Laura Cesarco Eglin

Swimming in Doubt
by Laura Cesarco Eglin

No wonder I like fish.
Not the food as in pescado,
but the life that swims
like a question
mark in the body
with its body. That’s how
we got fishy as questionable—
fish know how to doubt
how to go on with reason and
dance upstream. It takes
bones and instinct to have a journey.
The flesh is where it’s all felt,
the gills are where it’s questioned.
Fish as onomatopoeia for gliding (how
to say it best to feel it from bones to
flesh and know you have a body).
Fish has to include the water
being in communion.
Being fish.

 

Published in Cider Press Review, Volume 27, Issue 3.

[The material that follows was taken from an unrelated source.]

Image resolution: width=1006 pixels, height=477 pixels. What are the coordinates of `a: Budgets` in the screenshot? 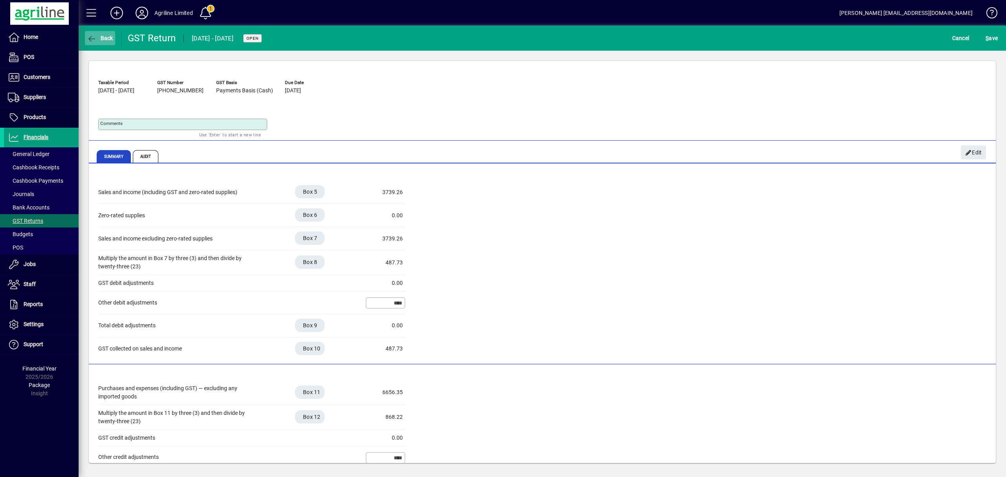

Laura Cesarco EglinLaura Cesarco Eglin is a poet and translator from Uruguay. She is the author of six collections of poetry, including the chapbooks Between Gone and Leaving—Home (dancing girl press, 2023) and Time/Tempo: The Idea of Breath (PRESS 254, 2022). Her poems and translations (from the Spanish, Portuguese, Portuñol, and Galician) have appeared in many journals such as Asymptote, Zócalo: Public Square, MAYDAY, Figure 1, Eleven Eleven, Puerto del Sol, Copper Nickel, SRPR, International Poetry Review, Tupelo Quarterly, Columbia Poetry Review, Timber, and more. Cesarco Eglin is the translator of Claus and the Scorpion by the Galician author Lara Dopazo Ruibal (co•im•press, 2022), long-listed for both the 2023 PEN Award in Poetry in Translation and the 2023 National Translation Award in Poetry. She is also the translator of Of Death. Minimal Odes by the Brazilian author Hilda Hilst (co•im•press), which was the winner of the 2019 Best Translated Book Award. Cesarco Eglin is the publisher of Veliz Books and teaches creative writing at the University of Houston-Downtown.